The !Khwa ttu San Heritage Centre won Gold at the Africa Responsible Tourism Awards this year. Located just 70 km from Cape Town, !Khwa ttu offers education, training, and jobs to help the San people reclaim and share their traditions. In 2022, the centre introduced a sustainable sourcing policy for food and beverages, focusing on foraged ingredients and ethical, artisanal suppliers. This initiative revives ancient food traditions while promoting cultural and environmental conservation and supporting local economies.
By 2024, !Khwa ttu had partnered with 44 local producers, creating the equivalent of 4,500 employment days and directly investing in rural livelihoods. The judges praised the centre’s innovative integration of local economic development and cultural heritage through food.
In 2017, CNN Travel asked: “Can tourism and art save the world’s oldest people, the San, in southern Africa?” It noted: “Caught between modernity and 20,000 years as hunter-gatherers, the San people sit at a crossroads. Saving the world’s oldest people is a big challenge, but their, and our, heritage is being celebrated on the coast of South Africa, close to Cape Town, at Grootbos and !Khwa ttu.” Both sites have received Responsible Tourism Awards for their efforts.

A shared human heritage
As !Khwa ttu reminds us: “It is our story – the story of humankind.” There are an estimated 130,000 San living across six countries in southern Africa. They are among the last remaining hunter-gatherer societies in the world. Their languages, ancient lifestyles, and cultural traditions are under severe threat from climate change, land displacement, and a lack of public understanding.
The !Khwa ttu San Heritage Centre embraces the concept of ‘community curation’. It showcases the skills and knowledge of San people from across the region, alongside the archaeological story of early human development along southern Africa’s coastline.
Nature, conservation and the Cape Floral Kingdom
Both !Khwa ttu and Grootbos are situated in the Cape Floral Kingdom – one of only six floral kingdoms in the world. This region is known for its biodiversity and high levels of plant endemism. The fynbos biome, a Mediterranean-type shrubland, is both fire-prone and ecologically rich.
Grootbos has conserved extensive areas of this ecosystem. Through guided nature walks and its botanical collection, the Grootbos Florilegium (featuring more than 100 botanical illustrations and their pollinators), visitors gain a deeper appreciation of this unique environment. TIME recognised Grootbos as one of the World’s Greatest Places in 2024.

The birthplace of modern humans
At the southern tip of Africa, two major marine ecosystems converge. According to a film produced by Grootbos, this region avoided glaciation during the Ice Ages, allowing relatively uninterrupted human evolution. Many scientists now argue that modern human life originated here.
Sea-level fluctuations reshaped the now-submerged Paleo-Agulhas Plain off South Africa’s coast, once rich in wildlife and inhabited by early hunter-gatherers. Modern Homo sapiens are believed to have developed complex behaviour here between 200,000 and 100,000 years ago.
Humanity’s Global Journey
Curtis W. Marean, Foundation Professor at the Institute of Human Origins at Arizona State University and honorary professor at Nelson Mandela University, South Africa, argued in a 2015 Scientific American article that Homo sapiens became the ultimate invasive species:
“Sometime after 70,000 years ago, our species, Homo sapiens, left Africa to begin its inexorable spread across the globe… Everywhere H. sapiens went, massive ecological changes followed. The archaic humans they encountered went extinct, as did vast numbers of animal species. It was, without a doubt, the most consequential migration event in the history of our planet.”
He attributes this success to a social shift: “I think the diaspora occurred when a new social behaviour evolved in our species: a genetically encoded penchant for cooperation with unrelated individuals… It also fostered innovation, giving rise to a game-changing technology: advanced projectile weapons. Thus equipped, our ancestors set forth out of Africa, ready to bend the whole world to their will.”
If you’re visiting the Cape, don’t miss Grootbos and the !Khwa ttu San Heritage Centre. Nestled within the Cape Floral Kingdom, these places are more than attractions — they are reminders that this region is where our shared human story began.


(WORK TO BE COMPLETED) The result should be the listing below, restated exactly, with its pictures left out.

(TASK MATERIAL)
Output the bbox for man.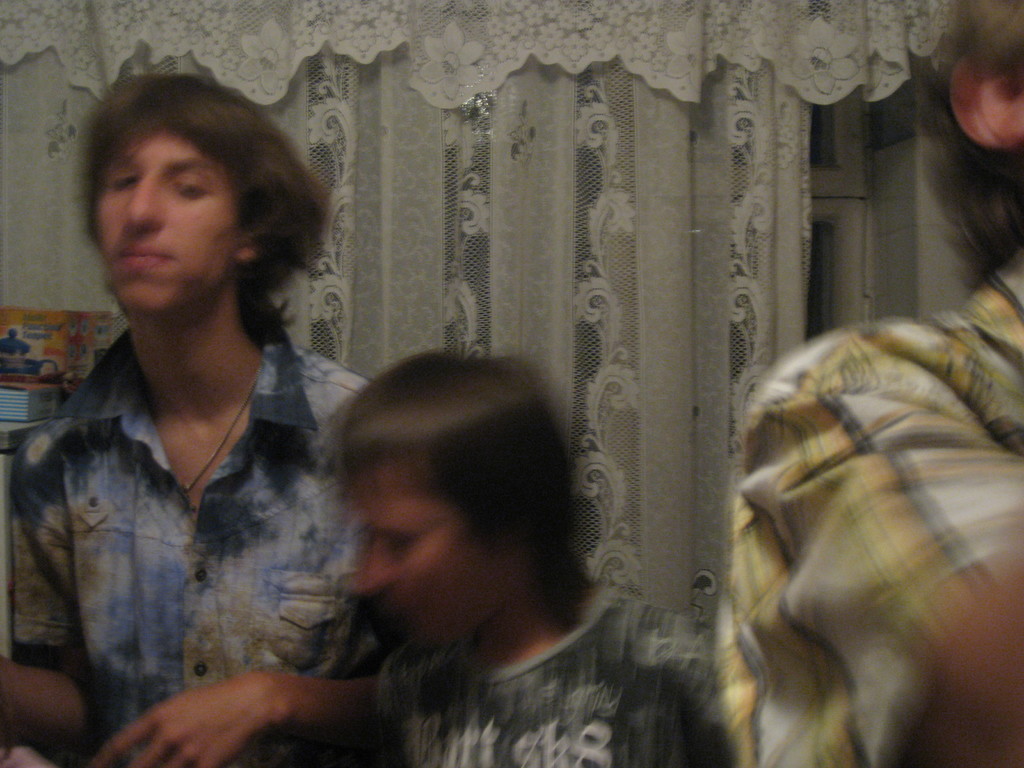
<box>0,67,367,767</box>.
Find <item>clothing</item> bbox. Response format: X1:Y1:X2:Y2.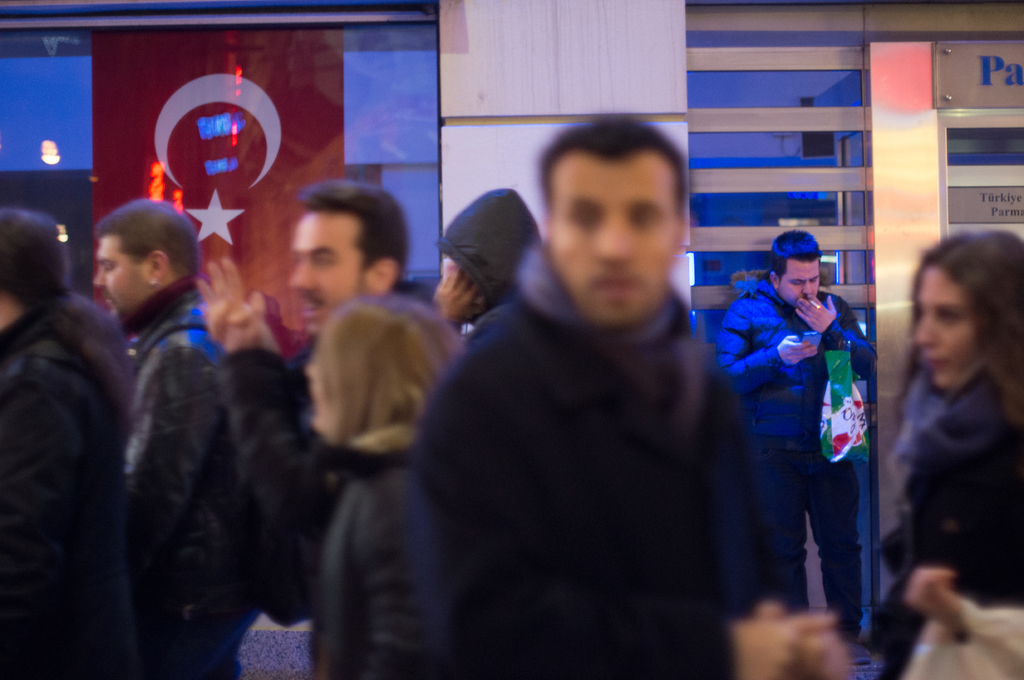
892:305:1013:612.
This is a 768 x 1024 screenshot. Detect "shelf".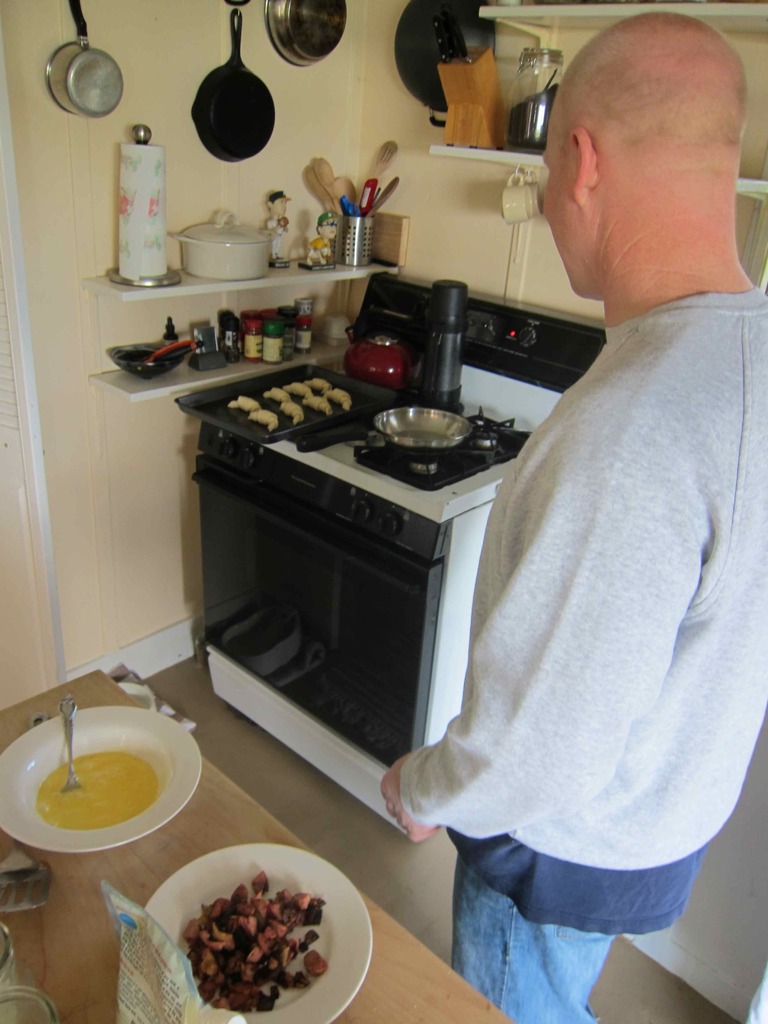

(OUTPUT OF THE TASK)
Output the bbox for man.
<box>0,67,367,767</box>.
Find <item>clothing</item> bbox. Response format: X1:Y1:X2:Y2.
892:305:1013:612.
This is a 768 x 1024 screenshot. Detect "shelf".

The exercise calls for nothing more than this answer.